Sunday, February 1, 2009

Rooms with a View

This is an often-reproduced picture of Goethe, made by Tischbein in 1787, in the quarters Goethe shared with the artist on the Corso in Rome. Nicholas Boyle, in his biography of Goethe, writes that it was one of the few streets in the city that was regularly swept. A mile long, carriages passed regularly on its raised pavements. The scene in Tischbein's drawing seems a daytime one. It was a simple room that Goethe occupied, "small and bare," according to Boyle, "with plain wood-block floors, wooden shutters on the big windows, a bed, a table for the oil lamp and some hard chairs." From his posture, Goethe would seem to be a young man, but he was already 38. It is an intimate scene, with the viewer having the impression of having caught Goethe unawares.
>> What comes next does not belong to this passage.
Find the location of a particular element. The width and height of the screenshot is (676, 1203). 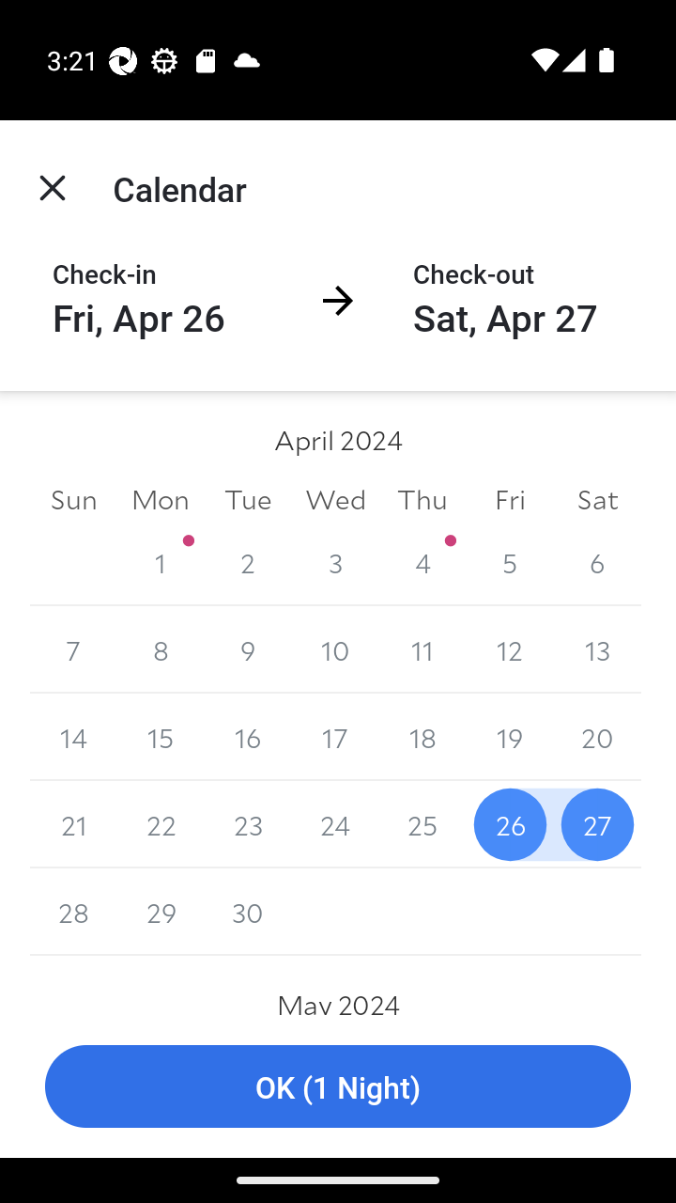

There are some paintings, by other German painters in the 19th century, that likewise offer similarly intimate domestic settings, usually occupied by women. Here are a couple of my favorites. The one on the left, Caroline at the Window (1822), is by Caspar David Friedrich. Though separated from it by only 20 years, the one on the right, by Adolph von Menzel, is very modern in its feeling compared to Friedrich's painting: The Balcony Room (1845). The woman seems to be here by implication. One I really like, however, is below these two, Before the Mirror, by Georg Friedrich Kersting. It was painted in 1827, which means it probably reflects domestic arrangements in the last decade of Goethe's life. Kersting was from northern Germany and, like Friedrich, he also studied painting in Denmark.





And speaking of Denmark, the longevity of this window motif can be seen in the work of a later artist, from Copenhagen, Vilhelm Hammershøi (1864-1916).

While Goethe is alone, he does not seem as solitary as the women in the later paintings. Still, he is separate from the life on the street, which he seems to be observing, rather than participating in. This separation from the life of contemporary Rome actually characterized Goethe's behavior. He spent most of his time while in Rome with other Germans, for instance. His major literary efforts while there concerned the completion of works he had begun before coming to Rome. As Boyle writes, Rome was "no rebirth for his poetry," as he produced no lyrical poetry of note, "or indeed any substantial new literary work at all." Nevertheless, Goethe underwent a significant personal change in Rome. The distant posture in the Tischbein drawing perhaps presages the later distant, "Olympian" Goethe.